Minnesota Woman's Dual Kidney Transplant Surgery Gives Other Patients More Options

MINNEAPOLIS (WCCO) -- A chance encounter at a business meeting has helped a Minnesota woman lead a much better life.

WCCO shares how a kidney transplant sent a doctor at Mayo Clinic on a new mission to heal more patients just like her.

Jolinda Conzemius battled through to be able to raise her daughter and get to work each day. She was diagnosed with Polycystic Kidney Disease at the age of 12.

"I was struggling to breathe. I was struggling to eat food. I couldn't sleep well. I couldn't move," Conzemius said.

"My kidneys grew in size to somewhere between a football each and a 2-liter bottle of coke each," she said.

Family and friends weren't a match to give Conzemius the kidney she badly needed. Until, a business meeting when she was teamed with a woman she barely knew.

"Six weeks later to the day we were in surgery and Dawn was basically saving my life," Conzemius said.
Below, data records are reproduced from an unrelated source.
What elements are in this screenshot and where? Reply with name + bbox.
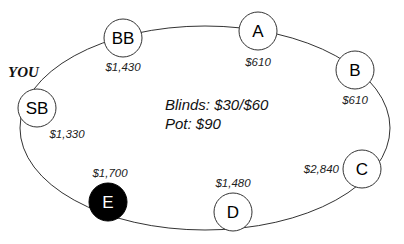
seat-bb[interactable]: BB [104, 19, 142, 57]
blinds-label: Blinds: $30/$60 [165, 96, 269, 113]
seat-stack-d: $1,480 [214, 177, 251, 189]
seat-stack-bb: $1,430 [104, 61, 141, 73]
seat-stack-a: $610 [244, 56, 271, 68]
seat-c[interactable]: C [343, 150, 381, 188]
seat-label: E [102, 193, 113, 212]
poker-table-diagram: YOU Blinds: $30/$60 Pot: $90 BB $1,430 A… [0, 0, 404, 244]
seat-stack-c: $2,840 [303, 163, 340, 175]
seat-a[interactable]: A [239, 12, 277, 50]
seat-label: BB [112, 29, 135, 48]
seat-label: C [356, 160, 368, 179]
seat-b[interactable]: B [336, 51, 374, 89]
seat-d[interactable]: D [214, 193, 252, 231]
pot-label: Pot: $90 [165, 115, 222, 132]
seat-sb[interactable]: SB [18, 89, 56, 127]
seat-stack-e: $1,700 [91, 167, 128, 179]
seat-e[interactable]: E [89, 183, 127, 221]
seat-label: A [252, 22, 264, 41]
seat-label: SB [26, 99, 49, 118]
seat-stack-sb: $1,330 [48, 128, 85, 140]
seat-label: D [227, 203, 239, 222]
hero-label: YOU [8, 64, 40, 80]
seat-label: B [349, 61, 360, 80]
seat-stack-b: $610 [341, 94, 368, 106]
Jolinda's became the first laparoscopic surgery six years ago at Mayo Clinic to involve doing two things at once, removing her diseased kidneys and transplanting the new one.

"After doing this surgery separately for many years, Jolinda was the first one who came in and said can we do this all at once?"
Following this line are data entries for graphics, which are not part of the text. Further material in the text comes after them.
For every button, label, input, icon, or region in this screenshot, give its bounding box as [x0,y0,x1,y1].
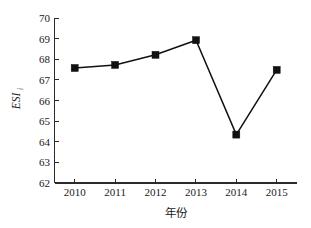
y-tick-label: 70 [39,12,51,24]
y-tick-label: 63 [39,156,51,168]
data-point-2011 [112,61,119,68]
x-tick-label: 2013 [185,186,208,198]
data-point-2012 [152,51,159,58]
y-axis-title-subscript: i [16,88,25,90]
x-tick-label: 2014 [225,186,248,198]
y-tick-label: 66 [39,95,51,107]
y-tick-label: 62 [39,177,50,189]
y-tick-label: 68 [39,53,51,65]
data-point-2010 [71,65,78,72]
y-tick-label: 67 [39,74,51,86]
chart-container: 70 69 68 67 66 65 64 63 62 2010 2011 201… [0,0,311,228]
line-chart: 70 69 68 67 66 65 64 63 62 2010 2011 201… [0,0,311,228]
data-point-2013 [193,37,200,44]
x-tick-label: 2010 [64,186,87,198]
data-point-2015 [273,66,280,73]
y-tick-label: 64 [39,136,51,148]
y-axis-title-text: ESI [10,92,22,111]
y-axis-tick-labels: 70 69 68 67 66 65 64 63 62 [39,12,51,189]
y-tick-label: 65 [39,115,51,127]
x-axis-title: 年份 [165,206,188,219]
x-tick-label: 2012 [145,186,167,198]
x-tick-label: 2011 [104,186,126,198]
y-tick-label: 69 [39,33,51,45]
data-point-2014 [233,131,240,138]
x-tick-label: 2015 [266,186,289,198]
Mayo Dr. Mikel Prieto made it possible. He's done the same for more than 50 other patients since.

His study just published in the American Journal of Transplantation gives more surgeons a road map to do the same.

"Today's success with kidney transplant is in the high 90's and in this particular group this success rate has been 100% they all have done well," Dr. Prieto said.
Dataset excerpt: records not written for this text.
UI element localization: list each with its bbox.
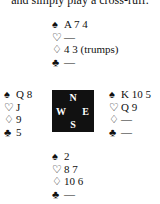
north-diamonds-row: ♢4 3 (trumps) — [52, 43, 118, 56]
south-spades-row: ♠2 — [52, 150, 83, 163]
west-spades-row: ♠Q 8 — [4, 88, 32, 101]
compass-west: W — [56, 106, 66, 117]
west-hearts: J — [16, 101, 20, 114]
west-clubs-row: ♣5 — [4, 126, 32, 139]
club-icon: ♣ — [4, 126, 14, 139]
north-spades-row: ♠A 7 4 — [52, 18, 118, 31]
east-spades: K 10 5 — [121, 88, 151, 101]
west-hearts-row: ♡J — [4, 101, 32, 114]
south-diamonds: 10 6 — [64, 175, 83, 188]
west-diamonds: 9 — [16, 113, 22, 126]
north-clubs: — — [64, 56, 75, 69]
east-spades-row: ♠K 10 5 — [109, 88, 151, 101]
south-clubs: — — [64, 188, 75, 201]
heart-icon: ♡ — [52, 163, 62, 176]
spade-icon: ♠ — [52, 150, 62, 163]
spade-icon: ♠ — [109, 88, 119, 101]
south-hearts: 8 7 — [64, 163, 78, 176]
compass-east: E — [82, 106, 89, 117]
north-spades: A 7 4 — [64, 18, 88, 31]
west-hand: ♠Q 8 ♡J ♢9 ♣5 — [4, 88, 32, 138]
west-spades: Q 8 — [16, 88, 32, 101]
spade-icon: ♠ — [52, 18, 62, 31]
west-clubs: 5 — [16, 126, 22, 139]
compass-box: N W E S — [52, 90, 94, 132]
south-spades: 2 — [64, 150, 70, 163]
heart-icon: ♡ — [4, 101, 14, 114]
diamond-icon: ♢ — [109, 113, 119, 126]
diamond-icon: ♢ — [52, 43, 62, 56]
club-icon: ♣ — [52, 188, 62, 201]
south-hearts-row: ♡8 7 — [52, 163, 83, 176]
heart-icon: ♡ — [52, 31, 62, 44]
north-diamonds: 4 3 (trumps) — [64, 43, 118, 56]
diamond-icon: ♢ — [4, 113, 14, 126]
east-diamonds-row: ♢— — [109, 113, 151, 126]
east-clubs: — — [121, 126, 132, 139]
club-icon: ♣ — [109, 126, 119, 139]
south-diamonds-row: ♢10 6 — [52, 175, 83, 188]
east-hand: ♠K 10 5 ♡Q 9 ♢— ♣— — [109, 88, 151, 138]
west-diamonds-row: ♢9 — [4, 113, 32, 126]
north-hearts-row: ♡— — [52, 31, 118, 44]
spade-icon: ♠ — [4, 88, 14, 101]
diamond-icon: ♢ — [52, 175, 62, 188]
east-hearts-row: ♡Q 9 — [109, 101, 151, 114]
north-hand: ♠A 7 4 ♡— ♢4 3 (trumps) ♣— — [52, 18, 118, 68]
club-icon: ♣ — [52, 56, 62, 69]
heart-icon: ♡ — [109, 101, 119, 114]
east-diamonds: — — [121, 113, 132, 126]
south-clubs-row: ♣— — [52, 188, 83, 201]
east-hearts: Q 9 — [121, 101, 137, 114]
east-clubs-row: ♣— — [109, 126, 151, 139]
compass-north: N — [69, 92, 76, 103]
caption-text: and simply play a cross-ruff. — [0, 0, 160, 7]
north-hearts: — — [64, 31, 75, 44]
south-hand: ♠2 ♡8 7 ♢10 6 ♣— — [52, 150, 83, 200]
north-clubs-row: ♣— — [52, 56, 118, 69]
compass-south: S — [70, 119, 76, 130]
"I feel amazing. I run three or four times a week. I work out. I run on the treadmill. I think I'm probably one of the healthiest 49-year-olds out there," Conzemius said.

That includes Conzemius. Who credits her doctor's empathy for developing the dual surgery and for giving her the chance to dance at her daughter's small wedding later this month. Something that not long ago, didn't seem possible.

"By getting a living donor and having the surgery I will live an extra 40 years," she said.

Without Dawn Odenthal's kidney, Conzemius would have gone on dialysis and joined the list of 100,000  other people in the US waiting for a kidney. Conzemius hopes this story reminds people to consider kidney donation.  She says every healthy person has two and you only need one.